Witty: Europe needs to overhaul drugs approach

GlaxoSmithKline (NYSE: GSK) CEO Andrew Witty (photo) has taken over at the European Federation of Pharmaceutical Industries and Associations, and he's already calling for change. In his first speech as federation chief, Witty set out a to-do list for European governments. First on the list: Get your pricing act together. Next: Work together to assess new medications, rather than duplicating efforts--and contradicting one another.

Witty said that European countries need to look at the big picture when setting drug prices. "If they take a narrow focus ... in 10 years' time they will discover there are not any new drugs being developed," Witty said. We've heard that song before, but Witty offered a new twist, saying that the industry needs to do its part by participating in a "balanced dialogue" about drug prices. Companies shouldn't run off when price cuts are threatened, as Novo Nordisk did in Greece. "Industry needs to find ways to stay at the table," he said.

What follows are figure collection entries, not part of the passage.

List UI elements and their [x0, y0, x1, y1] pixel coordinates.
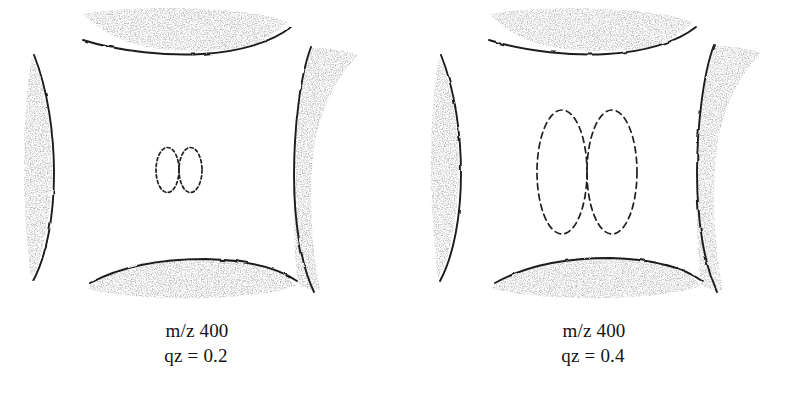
caption-line-qz: qz = 0.2 — [0, 343, 396, 368]
ion-trap-diagram-left — [0, 0, 396, 320]
caption-line-mz: m/z 400 — [395, 318, 793, 343]
panel-caption-left: m/z 400 qz = 0.2 — [0, 318, 396, 368]
panel-caption-right: m/z 400 qz = 0.4 — [397, 318, 793, 368]
ion-cloud-contour — [156, 148, 202, 193]
electrode-endcap-top — [489, 8, 696, 54]
electrode-ring-left — [431, 55, 461, 281]
caption-line-qz: qz = 0.4 — [393, 343, 793, 368]
caption-line-mz: m/z 400 — [0, 318, 396, 343]
electrode-ring-right — [697, 45, 761, 292]
figure-root: m/z 400 qz = 0.2 — [0, 0, 793, 395]
ion-trap-panel-right: m/z 400 qz = 0.4 — [397, 0, 793, 395]
electrode-ring-left — [24, 55, 54, 281]
electrode-endcap-bottom — [86, 258, 297, 298]
electrode-ring-right — [294, 47, 358, 292]
ion-trap-diagram-right — [397, 0, 793, 320]
ion-cloud-contour — [537, 110, 637, 234]
electrode-endcap-top — [83, 8, 291, 54]
electrode-endcap-bottom — [491, 257, 702, 298]
ion-trap-panel-left: m/z 400 qz = 0.2 — [0, 0, 396, 395]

But the biggest change Witty advocated was pan-European co-operation when deciding whether drugs are a good value. Instead of looking at effectiveness country by country--think the National Institute for Health and Clinical excellence in the U.K., and similar groups in Germany and France--the European Medicines Agency could play a larger role. That way, the "rational evidence-based relative efficacy or effectiveness discussion" would happen only once in Europe, "rather than having it 27 times and potentially answered 27 different ways," he said.